Recorded data »

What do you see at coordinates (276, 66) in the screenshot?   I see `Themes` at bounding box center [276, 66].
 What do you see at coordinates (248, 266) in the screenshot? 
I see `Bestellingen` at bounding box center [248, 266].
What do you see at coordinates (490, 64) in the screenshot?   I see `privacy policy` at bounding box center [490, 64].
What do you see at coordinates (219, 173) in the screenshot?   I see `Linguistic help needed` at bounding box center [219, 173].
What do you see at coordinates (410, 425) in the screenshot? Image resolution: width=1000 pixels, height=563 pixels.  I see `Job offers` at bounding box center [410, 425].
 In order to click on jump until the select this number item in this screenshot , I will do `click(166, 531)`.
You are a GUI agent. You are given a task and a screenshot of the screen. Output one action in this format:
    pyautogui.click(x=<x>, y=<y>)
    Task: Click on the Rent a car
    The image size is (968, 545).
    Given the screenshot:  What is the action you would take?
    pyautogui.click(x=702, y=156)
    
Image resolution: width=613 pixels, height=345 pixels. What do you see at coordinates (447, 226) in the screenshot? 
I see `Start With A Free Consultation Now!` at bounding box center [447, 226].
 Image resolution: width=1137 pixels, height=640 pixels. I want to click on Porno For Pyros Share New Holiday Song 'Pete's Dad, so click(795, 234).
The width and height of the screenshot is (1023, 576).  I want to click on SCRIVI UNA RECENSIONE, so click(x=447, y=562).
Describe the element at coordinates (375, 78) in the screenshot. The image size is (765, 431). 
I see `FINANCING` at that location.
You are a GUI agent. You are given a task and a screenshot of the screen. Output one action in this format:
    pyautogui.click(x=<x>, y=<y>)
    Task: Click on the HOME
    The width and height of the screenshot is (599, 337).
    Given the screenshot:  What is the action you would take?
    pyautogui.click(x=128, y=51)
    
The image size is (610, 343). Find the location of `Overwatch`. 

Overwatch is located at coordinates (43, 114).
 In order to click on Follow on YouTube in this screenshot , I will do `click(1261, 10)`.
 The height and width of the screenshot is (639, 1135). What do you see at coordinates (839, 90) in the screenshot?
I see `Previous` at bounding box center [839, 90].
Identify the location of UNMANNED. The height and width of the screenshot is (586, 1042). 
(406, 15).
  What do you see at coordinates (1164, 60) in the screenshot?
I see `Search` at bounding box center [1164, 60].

Task prompt »
From the opening line of the data above, please print each line as written up to and including the line that contains "What do you see at coordinates (410, 425)", and nothing more.

Written answer »
What do you see at coordinates (276, 66) in the screenshot?   I see `Themes` at bounding box center [276, 66].
 What do you see at coordinates (248, 266) in the screenshot? 
I see `Bestellingen` at bounding box center [248, 266].
What do you see at coordinates (490, 64) in the screenshot?   I see `privacy policy` at bounding box center [490, 64].
What do you see at coordinates (219, 173) in the screenshot?   I see `Linguistic help needed` at bounding box center [219, 173].
What do you see at coordinates (410, 425) in the screenshot? Image resolution: width=1000 pixels, height=563 pixels.  I see `Job offers` at bounding box center [410, 425].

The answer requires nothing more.